Theme 4: Relationship with Practicum Agencies
While some universities have highly developed collaborations with agencies and organizations for student placement, and some lecturers have strong relationships with field supervisors, many universities leave students to find placements on their own and negotiate directly with agencies.
Table 5
Practicum Coordinators/Directors’ Perspectives on the School’s Relationship with Practicum Agencies
| Statement | Strongly disagree/ disagree/ somewhat disagree | Strongly agree/ agree/ somewhat agree | Not applicable/no response |
| 1. Most community agencies are committed to providing quality practicum instruction on an ongoing basis. | 14 (34%) | 21 (51%) | 6 (15%) |
| 2. Practicum opportunities depend heavily upon the willingness of agencies and their social workers to provide voluntary practicum instruction. | 0 (0%) | 35 (85%) | 6 (15%) |
| 3. Within the past five years, it seems that agencies have been struggling to provide practicum instruction, as agency budgets have been cut and staff positions lost. | 8 (20%) | 25 (60%) | 8 (20%) |
| 4. Within the past five years, practicum disruptions due to agency staffing and funding changes have become more common. | 10 (24%) | 23 (56%) | 8 (20%) |
| 5. My school is developing partnerships with community agencies to enhance collaboration in practicum every year. | 2 (5%) | 32 (78%) | 7 (17%) |
| 6. My school enjoys strong support from community agencies for many aspects of the practicum. | 7 (17%) | 28 (68%) | 6 (15%) |
It was also established that community agencies were committed to providing quality instruction while supporting social work schools in all aspects of practicum education. Most survey respondents reported that practicum opportunities for students depend heavily on agencies’ goodwill to take on students. Results further revealed that most African institutions invest significant time and other resources in developing collaborations with community agencies to facilitate practicum partnerships.

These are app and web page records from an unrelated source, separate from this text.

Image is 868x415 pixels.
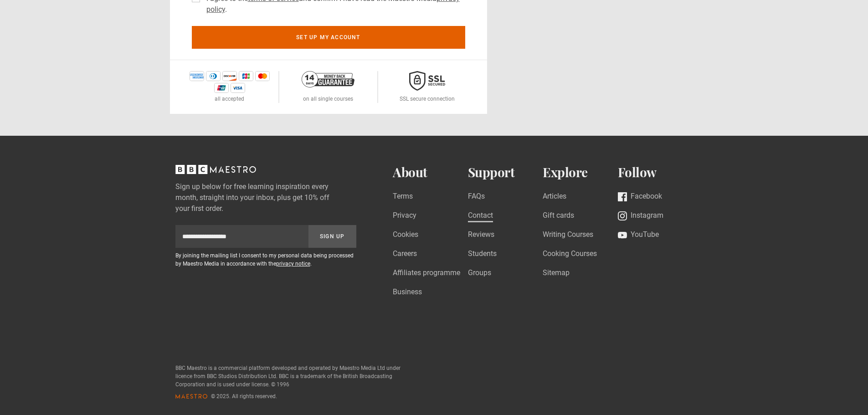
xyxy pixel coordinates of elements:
a: FAQs [467,191,484,203]
a: BBC Maestro, back to top [175,168,256,177]
nav: Footer [393,164,692,320]
a: Terms [393,191,413,203]
h2: About [393,164,467,180]
a: Gift cards [543,210,574,222]
img: amex [189,71,204,81]
img: unionpay [214,83,228,93]
span: © 2025. All rights reserved. [211,392,277,400]
a: Cooking Courses [543,248,597,261]
a: Instagram [617,210,663,222]
a: Privacy [393,210,416,222]
img: mastercard [255,71,270,81]
p: on all single courses [303,95,353,103]
div: Sign up to newsletter [175,225,357,247]
label: Sign up below for free learning inspiration every month, straight into your inbox, plus get 10% o... [175,181,357,214]
a: privacy notice [276,261,310,267]
img: visa [231,83,245,93]
p: By joining the mailing list I consent to my personal data being processed by Maestro Media in acc... [175,251,357,267]
p: SSL secure connection [400,95,454,103]
a: Sitemap [543,267,569,280]
a: Business [393,287,422,299]
a: Groups [467,267,491,280]
a: Cookies [393,229,418,241]
button: Sign Up [308,225,357,247]
p: all accepted [215,95,244,103]
p: BBC Maestro is a commercial platform developed and operated by Maestro Media Ltd under licence fr... [175,364,403,388]
a: Students [467,248,497,261]
img: 14-day-money-back-guarantee-42d24aedb5115c0ff13b.png [301,71,354,88]
a: Articles [543,191,566,203]
h2: Follow [617,164,693,180]
h2: Support [467,164,543,180]
a: Reviews [467,229,494,241]
a: Writing Courses [543,229,593,241]
a: Affiliates programme [393,267,460,280]
svg: Maestro logo [175,393,208,400]
img: jcb [238,71,253,81]
a: Contact [467,210,493,222]
a: Careers [393,248,417,261]
a: Facebook [617,191,662,203]
button: Set up my account [191,26,465,48]
h2: Explore [543,164,617,180]
a: YouTube [617,229,659,241]
img: diners [206,71,221,81]
svg: BBC Maestro, back to top [175,164,256,174]
img: discover [222,71,237,81]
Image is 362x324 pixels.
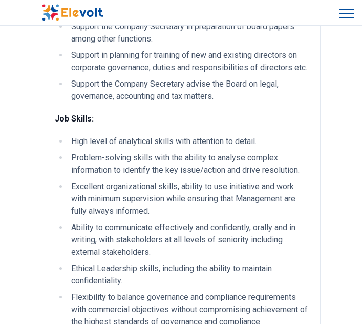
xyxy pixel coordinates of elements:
[68,221,308,258] li: Ability to communicate effectively and confidently, orally and in writing, with stakeholders at a...
[68,152,308,176] li: Problem-solving skills with the ability to analyse complex information to identify the key issue/...
[55,114,94,123] strong: Job Skills:
[68,262,308,287] li: Ethical Leadership skills, including the ability to maintain confidentiality.
[68,78,308,102] li: Support the Company Secretary advise the Board on legal, governance, accounting and tax matters.
[68,20,308,45] li: Support the Company Secretary in preparation of board papers among other functions.
[68,180,308,217] li: Excellent organizational skills, ability to use initiative and work with minimum supervision whil...
[68,135,308,148] li: High level of analytical skills with attention to detail.
[42,4,103,21] img: Elevolt
[68,49,308,74] li: Support in planning for training of new and existing directors on corporate governance, duties an...
[311,275,362,324] iframe: Chat Widget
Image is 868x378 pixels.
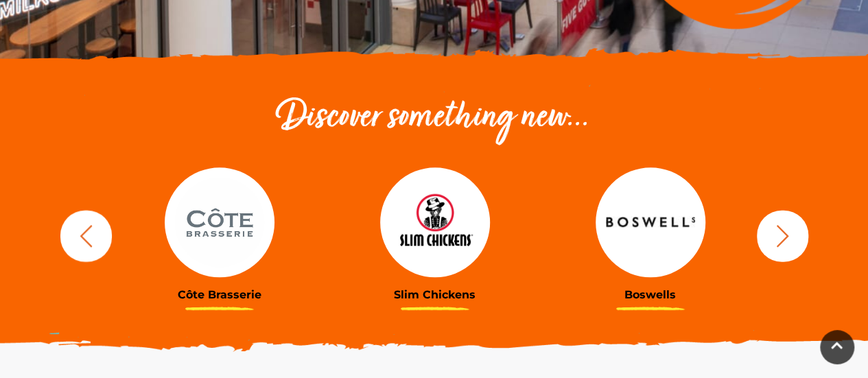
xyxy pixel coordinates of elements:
[122,289,317,301] h3: Côte Brasserie
[553,289,748,301] h3: Boswells
[53,96,815,140] h2: Discover something new...
[338,289,532,301] h3: Slim Chickens
[553,167,748,301] a: Boswells
[338,167,532,301] a: Slim Chickens
[122,167,317,301] a: Côte Brasserie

Insights from African Educators and Students on the State of Practicum Education
To explore and illustrate the meaning of our quantitative results, we drew data from our focus group discussions (FGDs) that addressed parallel themes. FGD participants were asked, overall, to identify promising social work practices. There was a relative consensus among participants that placements should be formal, well-structured, and guided by policy to ensure that universities and agencies meet students’ interests:
It needs a formal, organized structure and policy that involves three structures. That is the agency, the organization where the student is supposed to visit. Then, there is the supervisor at the institution where the student trainee is learning. Then, we have the agency supervisor, who will supervise the student in the placement organization. Moreover, it will also depend on the student’s passion. The student’s choice of experience depends on their qualifications and areas of interest. (Student participant FGD 1)
Some participants mentioned that formally aligning practicum with the social work education curriculum might not only help to improve assessment for social work students but also bring increased standardization among the many social work schools in Africa:
I believe field practice, in terms of education, begins with curriculum development, because if the curriculum is poorly designed, those who enter the field to conduct assessments may not know what to look for. I believe fieldwork is also an integral part of the training. We need to assess whether this person can perform well in the role, meet the program’s expectations, and align with their stated outcome. Therefore, if we fail to develop the program or curriculum from that level, we may not achieve significant progress in the field. (Faculty participant FGD 1)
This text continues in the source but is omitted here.